Kellen, traitor that he is, picks up the open bag of flour and pours a tiny mountain into his hand and pats the mountain right onto my head. “I’m afraid you’re not very intimidating, Piper.”
I scoff and launch a handful of my own at Kellen. I’mthrowing flour at the damn prince.His parents would probably lose it. But I don’t have time to consider that more before Elliot and Nolan have joined in and chaos erupts.
I launch a counterattack, but it’s three on one and within a minute, the kitchen looks like a crime scene at a gluten warehouse. I lay on the floor laughing endlessly.
Elliot eventually helps me to my feet. “You look like a very confused ghost.”
I shake off the flour on my clothes. “I’ll haunt you all.”
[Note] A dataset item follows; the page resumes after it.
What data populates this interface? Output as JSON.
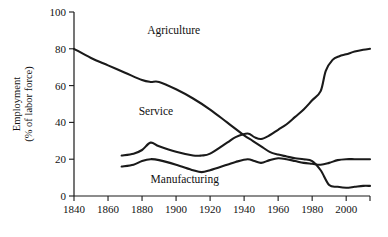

Nolan’s shirt is a lost cause. Kellen’s hair is gray at the temples. Elliot’s nose is dusted like a powdered donut. We stand in the ruin of the palace kitchen, catching our breath. My cheekshurt from smiling and my lungs burn from laughing. The weight I’ve carried on my shoulders—the constant vigilance, the secrets, the performance—has lifted completely.
Kellen leans back against the counter and watches us with a warm, private smile. “You’re all out of control.”
I shuffle closer to Kellen, flour-dusted and wild-haired. He’s got that rare, unguarded smile reserved for moments when he thinks no one’s watching. I expect him to say something clever or command us to clean up the mess we’ve made, but instead, he reaches out and wipes a streak of flour from my cheek with the edge of his thumb.
Maybe it’s the adrenaline from the kitchen battle, but I don’t see the forehead kiss coming at all. His lips brush the crown of my head so lightly I almost wonder if I imagined it, but the sensation travels all the way down my spine, setting off a nervous system fire drill.
I’m barely able to inhale before Nolan, still looking like a bouncer who got caught in a bakery burglary, hooks his arm securely around my waist and pivots me to face him. In one smooth motion, he cups the back of my neck, leans in, and plants a soft, definitive kiss right on my cheekbone. He lingers there for a beat, long enough for my heart to trip over itself, before letting me go.
By this point I’m expecting Elliot to play it safe, to maintain his usual perimeter of mild amusement and military-grade self-control. But he’s already closing the distance, eyes bright and a little daring. He brushes a few strands of hair out of my face. For a split second his fingers linger at my temple, quietly checking if I’m okay with all this. I am, obviously, but I’m also not used to this kind of attention—three alphas, one omega, all moving in sync and making it look like the most natural thing in the world.
Elliot’s hand is steady as he tilts my chin and then kisses my other cheek, sweet and unhurried, like this was the plan allalong. He pulls back with a grin that’s infuriatingly satisfied. My brain short-circuits trying to process what just happened.
For someone who lives on stages, I’ve never been more flustered by a crowd of three. I’m barely holding it together, caught in the gravitational pull of their combined adoration and pheromones, and for the first time in longer than I can remember, I actually want to stay in the moment instead of ducking out or deflecting with a joke. There’s no expectation, no implicit demand for more—just the pure, chaotic affection of our not-quite-a-pack.
I want to be cool and to banter, but I can’t. I’m blushing so hard I must look like a strawberry buried in snow. The three of them all watch me with different flavors of fondness.
The timer dings. Kellen shoves the trays into the oven, then wipes flour off my chin with his thumb.
I clear my throat. “Should we, uh. Clean up?”
Nolan smirks. “Probably.”
We do, and then end up on the kitchen floor afterward, with our backs to the cabinets, eating fresh cinnamon rolls and telling stories that get less and less coherent the later it gets.
CHAPTER 12
Elliot
My phone vibratesso hard against the nightstand it nearly launches itself off the edge. I grope for it, an action that sends my water glass clattering to the floor. The glass doesn’t shatter, but my optimism does.
Forty-seven missed notifications. Seven from the estate security channel.
The first line of the topmost message: SECURITY BREACH. URGENT.
I sit up so fast my vision tunnels, heart punching a frenetic beat against my ribs. There’s the usual acid wash of adrenaline, but this time it’s laced with something sourer: embarrassment. I’m supposed to be the guy preventing these breaches, not the idiot reading about them in real time.
But nothing feels wrong. No alarm siren, no panicked footsteps down the carpeted hallway of Kellen’s manor. Just the antique grandfather clock in the sitting room down the hall, ticking smugly away.
I thumb open the security app and hit the feed for Kellen’s suite across the hall. The interior night-vision cam shows a burrito of duvets and a single shock of blond hair sticking out of the top: Kellen, asleep and alive.
I exhale. Barely.
The next message is from Nolan:I’m on it. Stay in room.
He never says more than three words in a text, so this is a dissertation. I check the timestamp: two minutes ago. He’s got a head start.
There’s a DM from an unrecognized number. The preview is a single sentence:How much is this worth to you?